Idaho Governor Reactivates National Guard to Assist Hospitals Amid COVID-19 Surge

Idaho Governor Reactivates National Guard to Assist Hospitals Amid COVID-19 Surge
Idaho Gov. Brad Little gestures during a press conference at the Statehouse in Boise, Idaho, on Oct. 1, 2020. (Darin Oswald/Idaho Statesman via AP)
Isabel van Brugen
9/1/2021
Updated:
9/1/2021

Idaho Gov. Brad Little has announced that he has reactivated the National Guard and has directed up to 370 additional personnel to support state hospitals amid a surge in COVID-19 cases in the state.

The Republican governor said in an Aug. 31 statement that just four intensive care unit beds out of nearly 400 were available in the entire state, noting that there were more COVID-19 patients in ICU beds in Idaho “than ever before” and that “the vast majority of them are unvaccinated.”

“Where hospitals have converted other spaces to be used as contingency ICU beds, those are filling up too,” Little said.

“We are dangerously close to activating statewide crisis standards of care—a historic step that means Idahoans in need of health care could receive a lesser standard of care or may be turned away altogether. In essence, someone would have to decide who can be treated and who cannot. This affects all of us, not just patients with COVID-19.”

As part of the Aug. 31 order, 370 personnel will be deployed statewide, including up to 150 guardsmen to “support short-staffed medical facilities.” They'll be tasked with logistical support, such as screenings, lab work, and other duties, the governor said.

Another 200 medical and administrative personnel will be made available to the state through a contract with the General Services Administration, and a 20-person Department of Defense medical response team will be deployed to North Idaho, where vaccination rates are among the lowest in the state.

“Idaho hospitals are beyond constrained. Our health care system is designed to deal with the everyday realities of life. Our health care system is not designed to withstand the prolonged strain caused by an unrestrained global pandemic. It is simply not sustainable,” Little said, urging those who aren’t yet vaccinated against COVID-19 to do so.

Lt. Gov. Janice McGeachin, a Republican who’s running to unseat Little for Idaho’s Republican gubernatorial nomination in 2022, said the governor’s support for vaccinations is “shameful.”

“It was shameful for Brad to suggest today that Idahoans must make a specific medical choice in order to show love for their neighbors,” McGeachin wrote on Twitter. “You can love your neighbor and still make medical decisions that are right for you. I trust you to make your own health choices.”

According to the Centers for Disease Control and Prevention, as of Aug. 31, approximately 44 percent of the state’s total population had received at least one vaccine dose, with 39 percent fully vaccinated against COVID-19, the disease caused by the CCP (Chinese Communist Party) virus.
“Those who have made the personal medical choice not to take this vaccine deserve to have their decisions respected,” McGeachin said, according to the Idaho Statesman.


• **TASK DIRECTIONS**
This exercise calls for a copy of every line in the listing below that carries the word "label".

• **TASK INPUTS**
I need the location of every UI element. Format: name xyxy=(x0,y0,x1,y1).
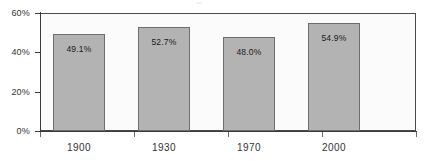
bar-value-1930: 52.7% xyxy=(138,37,190,47)
y-axis-label-60: 60% xyxy=(0,8,30,18)
bar-value-1900: 49.1% xyxy=(53,44,105,54)
y-tick-40 xyxy=(35,52,40,53)
x-tick-3 xyxy=(322,132,323,137)
x-axis-label-1970: 1970 xyxy=(207,142,291,153)
y-axis-label-0: 0% xyxy=(0,126,30,136)
y-axis-label-40: 40% xyxy=(0,47,30,57)
x-axis-label-1930: 1930 xyxy=(122,142,206,153)
image-artifact xyxy=(196,2,202,4)
x-tick-0 xyxy=(40,132,41,137)
x-axis-label-1900: 1900 xyxy=(37,142,121,153)
y-tick-60 xyxy=(35,13,40,14)
y-axis-line xyxy=(40,12,41,132)
x-tick-2 xyxy=(228,132,229,137)
x-tick-4 xyxy=(416,132,417,137)
y-axis-label-20: 20% xyxy=(0,87,30,97)
bar-value-2000: 54.9% xyxy=(308,33,360,43)
bar-chart: 60% 40% 20% 0% 49.1% 52.7% 48.0% 54.9% 1… xyxy=(0,0,425,166)
bar-value-1970: 48.0% xyxy=(223,47,275,57)
y-tick-20 xyxy=(35,92,40,93)
x-tick-1 xyxy=(134,132,135,137)
x-axis-label-2000: 2000 xyxy=(292,142,376,153)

• **EXERCISE SOLUTION**
y-axis-label-60: 60% xyxy=(0,8,30,18)
x-axis-label-1970: 1970 xyxy=(207,142,291,153)
y-axis-label-0: 0% xyxy=(0,126,30,136)
y-axis-label-40: 40% xyxy=(0,47,30,57)
x-axis-label-1930: 1930 xyxy=(122,142,206,153)
x-axis-label-1900: 1900 xyxy=(37,142,121,153)
y-axis-label-20: 20% xyxy=(0,87,30,97)
x-axis-label-2000: 2000 xyxy=(292,142,376,153)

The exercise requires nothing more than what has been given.